Palmyra, having become subject to a foreign yoke, bore the burthen with impatience. The inhabitants cut off the Roman garrison. On which Aurelian instantly returned, took the town, destroyed it, and put to death most of its population, without distinction of age or sex. The slaughter was so extensive, that none were left to plough the adjacent lands.

Aurelian soon repented of his severity. He wrote to Bassus:—“You must now sheathe the sword; the Palmyrenes have been sufficiently slaughtered. We have not spared women; we have slain children; we have strangled old men; we have destroyed the husbandmen. To whom, then, shall we leave the land? To whom shall we leave the city? We must spare those who remain; for we think, that the few there are now existing, will take warning from the punishment of the many who have been destroyed.”
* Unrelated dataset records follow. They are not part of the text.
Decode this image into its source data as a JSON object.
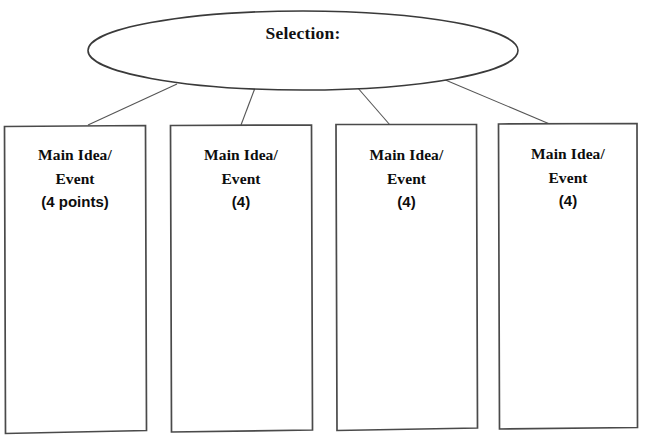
{
  "canvas": {
    "width": 649,
    "height": 447,
    "background": "#ffffff",
    "line_color": "#4a4a4a",
    "text_color": "#0d0d0d"
  },
  "organizer": {
    "topic": {
      "label": "Selection:",
      "shape": "ellipse"
    },
    "boxes": [
      {
        "line1": "Main Idea/",
        "line2": "Event",
        "line3": "(4 points)",
        "points": 4
      },
      {
        "line1": "Main Idea/",
        "line2": "Event",
        "line3": "(4)",
        "points": 4
      },
      {
        "line1": "Main Idea/",
        "line2": "Event",
        "line3": "(4)",
        "points": 4
      },
      {
        "line1": "Main Idea/",
        "line2": "Event",
        "line3": "(4)",
        "points": 4
      }
    ]
  }
}
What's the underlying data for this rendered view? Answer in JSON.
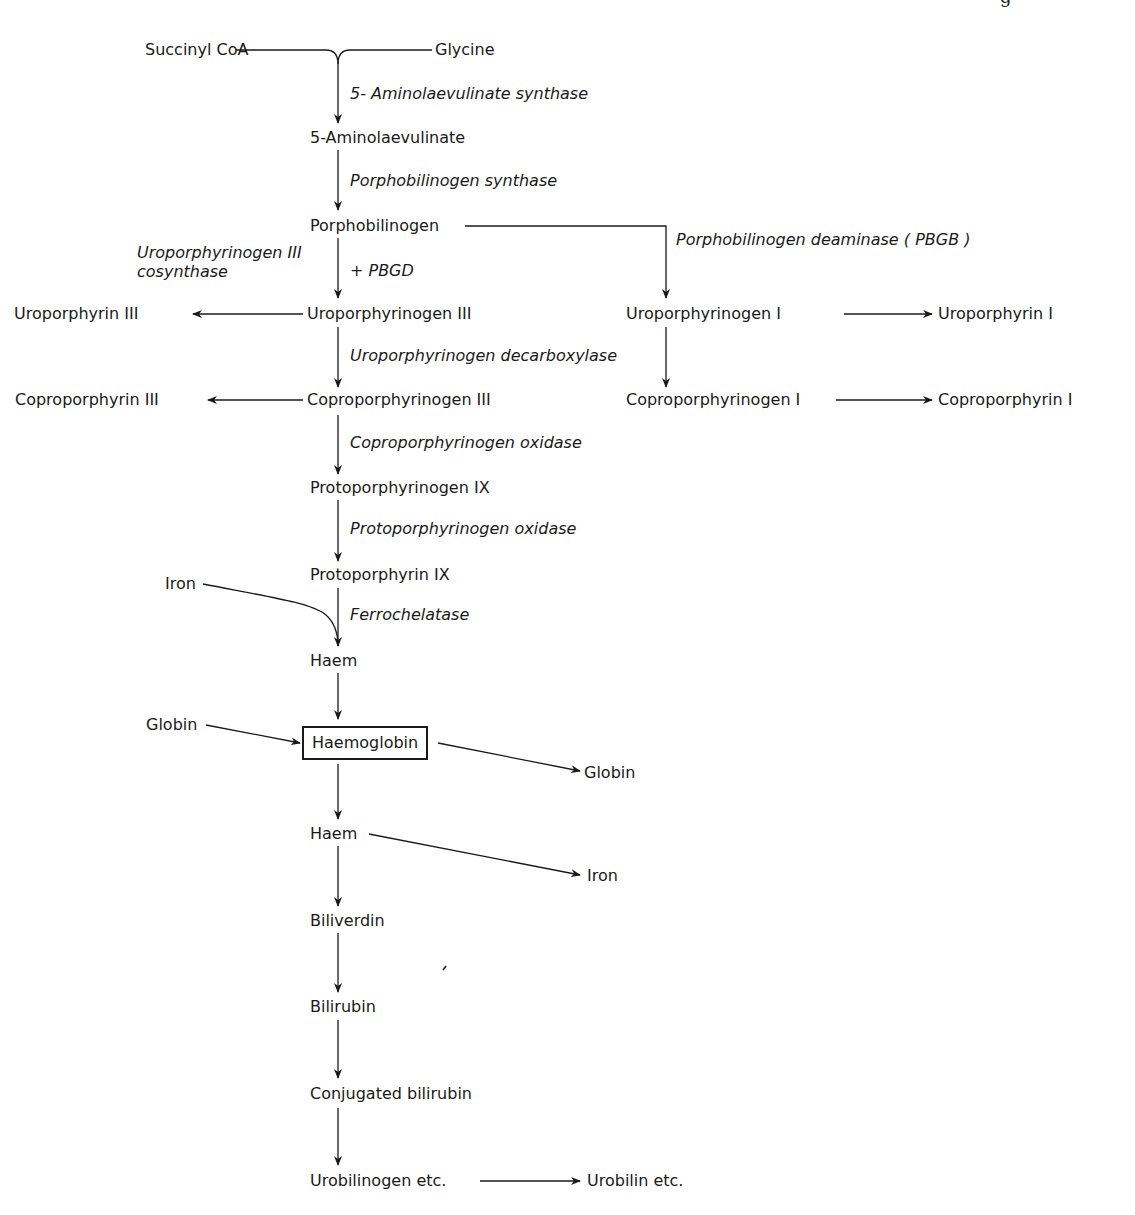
{
  "header": {
    "fragment": "g"
  },
  "nodes": {
    "succinyl_coa": "Succinyl CoA",
    "glycine": "Glycine",
    "aminolaevulinate": "5-Aminolaevulinate",
    "porphobilinogen": "Porphobilinogen",
    "uroporphyrin_iii": "Uroporphyrin III",
    "uroporphyrinogen_iii": "Uroporphyrinogen III",
    "uroporphyrinogen_i": "Uroporphyrinogen I",
    "uroporphyrin_i": "Uroporphyrin I",
    "coproporphyrin_iii": "Coproporphyrin III",
    "coproporphyrinogen_iii": "Coproporphyrinogen III",
    "coproporphyrinogen_i": "Coproporphyrinogen I",
    "coproporphyrin_i": "Coproporphyrin I",
    "protoporphyrinogen_ix": "Protoporphyrinogen IX",
    "protoporphyrin_ix": "Protoporphyrin IX",
    "iron_in": "Iron",
    "haem_1": "Haem",
    "globin_in": "Globin",
    "haemoglobin": "Haemoglobin",
    "globin_out": "Globin",
    "haem_2": "Haem",
    "iron_out": "Iron",
    "biliverdin": "Biliverdin",
    "bilirubin": "Bilirubin",
    "conjugated_bilirubin": "Conjugated bilirubin",
    "urobilinogen": "Urobilinogen etc.",
    "urobilin": "Urobilin etc."
  },
  "enzymes": {
    "ala_synthase": "5- Aminolaevulinate synthase",
    "pbg_synthase": "Porphobilinogen synthase",
    "uro_iii_cosynthase_line1": "Uroporphyrinogen III",
    "uro_iii_cosynthase_line2": "cosynthase",
    "plus_pbgd": "+ PBGD",
    "pbg_deaminase": "Porphobilinogen deaminase ( PBGB )",
    "uro_decarboxylase": "Uroporphyrinogen decarboxylase",
    "copro_oxidase": "Coproporphyrinogen oxidase",
    "proto_oxidase": "Protoporphyrinogen oxidase",
    "ferrochelatase": "Ferrochelatase"
  },
  "colors": {
    "ink": "#1a1a1a",
    "background": "#ffffff"
  }
}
The emperor then goes on to desire his lieutenant to rebuild the Temple of the Sun as magnificently as it had been in times past; to expend 300 pounds weight of gold, which he had found in the coffers of Zenobia, beside 1800 pounds weight of silver, which was raised from the sale of the people’s goods; together with the crown jewels, all which he ordered to be sold, to make money to beautify the temple; while he himself promises to write to the Senate, to send a priest from Rome to dedicate it. But, in the language of Gibbon, it is easier to destroy than it is to restore.

Zenobia was now to be led to the conqueror’s triumph. This triumph was celebrated with extraordinary magnificence. It was opened by twenty elephants, four royal tigers, and above two hundred of the most curious animals from every climate of the known world. Ambassadors from Æthiopia, Arabia, Persia, Bactriana, India, and China, attended the triumph; and a long train of captives,—Goths, Vandals, Sarmatians, Alemanni, Franks, Gauls, Syrians, and Egyptians. Amongst these, Zenobia. She was confined in fetters of gold; a slave supported the gold chain which encircled her neck, and she almost fainted under the weight of her jewels. She did not ride, but walk! preceded by the chariot in which she had once indulged the vain hope of entering Rome as empress[62].
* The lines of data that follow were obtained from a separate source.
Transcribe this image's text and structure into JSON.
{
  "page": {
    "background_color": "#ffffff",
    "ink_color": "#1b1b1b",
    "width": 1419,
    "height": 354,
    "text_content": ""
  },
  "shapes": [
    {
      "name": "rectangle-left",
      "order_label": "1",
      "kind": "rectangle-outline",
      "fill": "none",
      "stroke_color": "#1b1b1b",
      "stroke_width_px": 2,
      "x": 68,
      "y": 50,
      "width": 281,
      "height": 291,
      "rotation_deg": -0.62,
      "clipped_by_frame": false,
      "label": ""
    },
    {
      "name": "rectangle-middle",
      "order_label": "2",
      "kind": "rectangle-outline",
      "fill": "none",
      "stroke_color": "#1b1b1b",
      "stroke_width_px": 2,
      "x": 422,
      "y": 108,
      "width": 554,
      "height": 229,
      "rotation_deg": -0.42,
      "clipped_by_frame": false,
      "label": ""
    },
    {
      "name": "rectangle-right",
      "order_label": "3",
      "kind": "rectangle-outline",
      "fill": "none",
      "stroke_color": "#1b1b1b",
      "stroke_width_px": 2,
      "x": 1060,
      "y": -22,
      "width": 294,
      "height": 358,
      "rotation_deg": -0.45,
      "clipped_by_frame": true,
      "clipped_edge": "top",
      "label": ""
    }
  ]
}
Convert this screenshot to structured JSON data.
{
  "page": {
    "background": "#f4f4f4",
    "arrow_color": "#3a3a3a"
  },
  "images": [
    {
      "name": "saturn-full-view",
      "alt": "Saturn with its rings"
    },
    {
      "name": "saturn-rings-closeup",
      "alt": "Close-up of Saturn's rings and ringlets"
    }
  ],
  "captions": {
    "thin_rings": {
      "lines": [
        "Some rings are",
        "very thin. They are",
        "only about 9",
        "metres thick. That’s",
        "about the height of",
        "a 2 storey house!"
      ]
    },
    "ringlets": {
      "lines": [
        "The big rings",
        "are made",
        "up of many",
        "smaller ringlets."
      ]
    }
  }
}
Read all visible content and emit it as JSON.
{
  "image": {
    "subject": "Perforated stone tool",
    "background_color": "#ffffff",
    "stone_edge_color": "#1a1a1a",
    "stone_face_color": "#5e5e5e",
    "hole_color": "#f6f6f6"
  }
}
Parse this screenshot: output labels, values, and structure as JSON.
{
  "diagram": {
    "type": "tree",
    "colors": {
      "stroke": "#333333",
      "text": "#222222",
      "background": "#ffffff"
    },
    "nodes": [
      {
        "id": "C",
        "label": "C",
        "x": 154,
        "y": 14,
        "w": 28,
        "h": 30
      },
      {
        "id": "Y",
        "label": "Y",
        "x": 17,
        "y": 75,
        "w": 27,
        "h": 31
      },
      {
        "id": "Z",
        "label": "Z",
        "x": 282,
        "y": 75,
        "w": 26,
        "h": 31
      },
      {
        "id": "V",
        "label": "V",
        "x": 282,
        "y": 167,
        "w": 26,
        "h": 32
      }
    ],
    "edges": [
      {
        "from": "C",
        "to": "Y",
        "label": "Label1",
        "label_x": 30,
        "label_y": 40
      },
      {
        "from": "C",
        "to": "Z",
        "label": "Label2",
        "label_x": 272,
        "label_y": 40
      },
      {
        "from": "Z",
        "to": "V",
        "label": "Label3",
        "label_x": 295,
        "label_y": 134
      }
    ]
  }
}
The Palmyrenes[63], says Zosimus, had several declarations from the gods, which portended the overthrow of their empire; and, among others, having consulted the temple of Apollo, at Seleucia in Cilicia, to know if they should ever obtain the empire of the East, they got the following unceremonious answer:

Avoid my temple, cursed, treacherous nation! You even put the gods themselves in passion.

The religion of the Palmyrenes, it is evident, was pagan; their government, for the most part, republican; but their laws are entirely lost; nor can anything be known in respect to their polity, but what may be gathered from the inscriptions. Their chief deity was the Sun.

In regard to their knowledge of art, they have left the finest specimens in the ruins that now remain; and, doubtless, Longinus’ work on the Sublime was written within its walls. “From these hints we may see,” says Mr. Wood, “that this people copied after great models in their manners, their vices, and their virtues. Their funeral customs were from Egypt, their luxury was Persian, and their letters and arts were from the Greeks. Their situation in the midst of these three great nations makes it reasonable to suppose, that they adopted most of their customs and manners. But to say more on that head from such scanty materials, would be to indulge too much in mere conjecture, which seems rather the privilege of the reader than of the writer.”